The recognition I receive in external arenas is validating, but Obstetrics and Gynaecology quickly reminds you not to get carried away. A pathological CTG. A maternal collapse. A shoulder dystocia. General chaos. Hierarchy. Demanding rota. These moments silence everything else. They demand presence, clarity, and humility.

Having grown up with much of what I needed, I am grateful for a profession that strips away the comfort of abstraction. It keeps me connected to service, to perspective, and to purpose.

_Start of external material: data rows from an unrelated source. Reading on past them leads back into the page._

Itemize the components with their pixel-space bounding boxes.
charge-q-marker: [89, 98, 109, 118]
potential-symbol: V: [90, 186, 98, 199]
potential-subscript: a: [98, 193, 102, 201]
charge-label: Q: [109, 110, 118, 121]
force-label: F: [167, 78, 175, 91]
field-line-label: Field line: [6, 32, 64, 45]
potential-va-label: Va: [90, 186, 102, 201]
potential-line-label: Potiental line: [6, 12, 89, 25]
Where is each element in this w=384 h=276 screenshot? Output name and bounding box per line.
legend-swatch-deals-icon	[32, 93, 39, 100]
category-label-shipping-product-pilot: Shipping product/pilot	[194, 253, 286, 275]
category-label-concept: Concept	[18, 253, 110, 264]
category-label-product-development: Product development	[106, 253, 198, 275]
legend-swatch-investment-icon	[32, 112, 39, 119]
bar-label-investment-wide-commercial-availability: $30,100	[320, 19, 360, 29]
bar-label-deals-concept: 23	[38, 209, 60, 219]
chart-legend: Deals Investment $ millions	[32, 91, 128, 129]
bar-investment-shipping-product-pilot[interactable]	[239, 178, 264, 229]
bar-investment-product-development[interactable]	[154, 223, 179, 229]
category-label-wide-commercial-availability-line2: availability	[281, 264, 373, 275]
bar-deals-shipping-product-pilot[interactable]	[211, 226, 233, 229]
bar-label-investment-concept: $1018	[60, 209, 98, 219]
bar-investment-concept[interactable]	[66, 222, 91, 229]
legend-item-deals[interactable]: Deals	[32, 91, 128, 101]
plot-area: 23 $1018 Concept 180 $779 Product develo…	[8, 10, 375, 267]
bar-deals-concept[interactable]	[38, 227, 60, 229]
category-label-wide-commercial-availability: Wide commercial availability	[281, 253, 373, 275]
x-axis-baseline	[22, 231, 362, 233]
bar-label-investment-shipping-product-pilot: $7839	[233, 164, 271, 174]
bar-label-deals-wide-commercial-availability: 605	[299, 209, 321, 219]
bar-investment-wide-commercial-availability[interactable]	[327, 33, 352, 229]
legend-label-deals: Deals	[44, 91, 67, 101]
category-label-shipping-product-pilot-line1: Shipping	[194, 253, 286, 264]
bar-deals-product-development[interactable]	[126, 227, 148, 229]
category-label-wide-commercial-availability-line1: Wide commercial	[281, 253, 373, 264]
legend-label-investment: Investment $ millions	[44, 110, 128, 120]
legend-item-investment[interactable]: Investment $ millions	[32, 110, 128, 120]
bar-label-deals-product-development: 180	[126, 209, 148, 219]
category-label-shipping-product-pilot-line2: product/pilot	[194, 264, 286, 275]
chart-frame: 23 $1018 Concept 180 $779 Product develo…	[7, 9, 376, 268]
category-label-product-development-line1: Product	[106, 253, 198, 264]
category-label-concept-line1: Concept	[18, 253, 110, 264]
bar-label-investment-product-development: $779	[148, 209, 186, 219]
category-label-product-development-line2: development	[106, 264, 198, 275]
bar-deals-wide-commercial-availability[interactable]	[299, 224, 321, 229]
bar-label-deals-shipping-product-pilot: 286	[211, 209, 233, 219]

Even when the work takes me far from theatre; into ministries, conferences, roundtables, and editorial deadlines—clinical medicine is what anchors me. It is what steadies me. It makes everything else more honest. I have long let go of expecting financial returns from public service medicine to match those of other professions. (That said, this does not mean I accept poor remuneration that fails to keep pace with over a decade of inflation. Fairness matters, even when money is not the primary motivator). That clarity has freed me. I have chosen to balance this by engaging in business and leadership roles elsewhere, allowing me to maintain clinical practice not for its financial rewards, but for its grounding purpose. In truth, I have joked that I have long wanted to make medicine my hobby—admittedly, a very expensive hobby, but one that keeps me rooted.

When people ask me how it all fits together, I no longer feel the need to explain. I have come to believe that coherence doesn’t require uniformity. Perhaps the link between surgery, science, policy, and advocacy is care—not only in the clinical sense, but in how we listen, lead, and act with integrity.

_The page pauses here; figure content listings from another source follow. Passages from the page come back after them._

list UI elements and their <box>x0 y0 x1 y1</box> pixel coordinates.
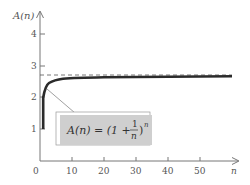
formula-numerator: 1 <box>132 119 138 129</box>
y-tick-label-2: 2 <box>31 92 37 102</box>
formula-lhs: A(n) = (1 + <box>66 124 131 137</box>
y-tick-label-3: 3 <box>31 61 37 71</box>
x-tick-label-10: 10 <box>66 166 78 176</box>
x-axis-label: n <box>231 166 237 176</box>
formula-denominator: n <box>131 131 137 141</box>
x-tick-label-40: 40 <box>162 166 174 176</box>
formula-exponent: n <box>144 121 149 129</box>
y-tick-label-1: 1 <box>31 124 37 134</box>
x-tick-label-50: 50 <box>194 166 206 176</box>
x-tick-label-20: 20 <box>98 166 110 176</box>
formula-close-paren: ) <box>139 124 143 137</box>
y-axis-label: A(n) <box>12 10 35 21</box>
origin-label: 0 <box>33 166 39 176</box>
annotation-pointer <box>47 89 75 113</box>
chart: A(n) 4 3 2 1 0 10 20 30 40 50 n A(n) = (… <box>0 0 250 185</box>
x-ticks <box>72 157 200 161</box>
x-tick-label-30: 30 <box>130 166 142 176</box>
y-tick-label-4: 4 <box>31 29 37 39</box>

No two days in my week are ever the same. Even within Obstetrics and Gynaecology, my time is split between outpatient clinics, gynaecological theatre, the labour ward and dealing with emergencies in the emergency gynaecological unit and labour ward triage. This week alone is a good example of that rhythm. On Monday, I was in London for the RCOG World Congress 2025. By Tuesday, I was back in gynaecological theatre from early morning to afternoon, then carrying both the obstetrics and gynaecology registrar emergency bleeps, covering the department alongside colleagues for the twilight shift. Today, I am refining a paper on endometriosis. On Thursday, I will be in Oxford for an alumni networking event, and by the weekend, I will be back in hospital. Am I exhausted? Definitely. But am I satisfied? 110%.

(Photo by Nadezhda Moryak).

I hope my path offers an alternative narrative. That it is possible to stay in clinical medicine while building something broader. That we do not need to be everything, but we can choose to be intentional, consistent, and rooted. Most importantly, we must be patient: Medicine is not a sprint, it is a marathon. For now, this is my story. I may change my mind in the future. Because there is no single right way to walk medicine.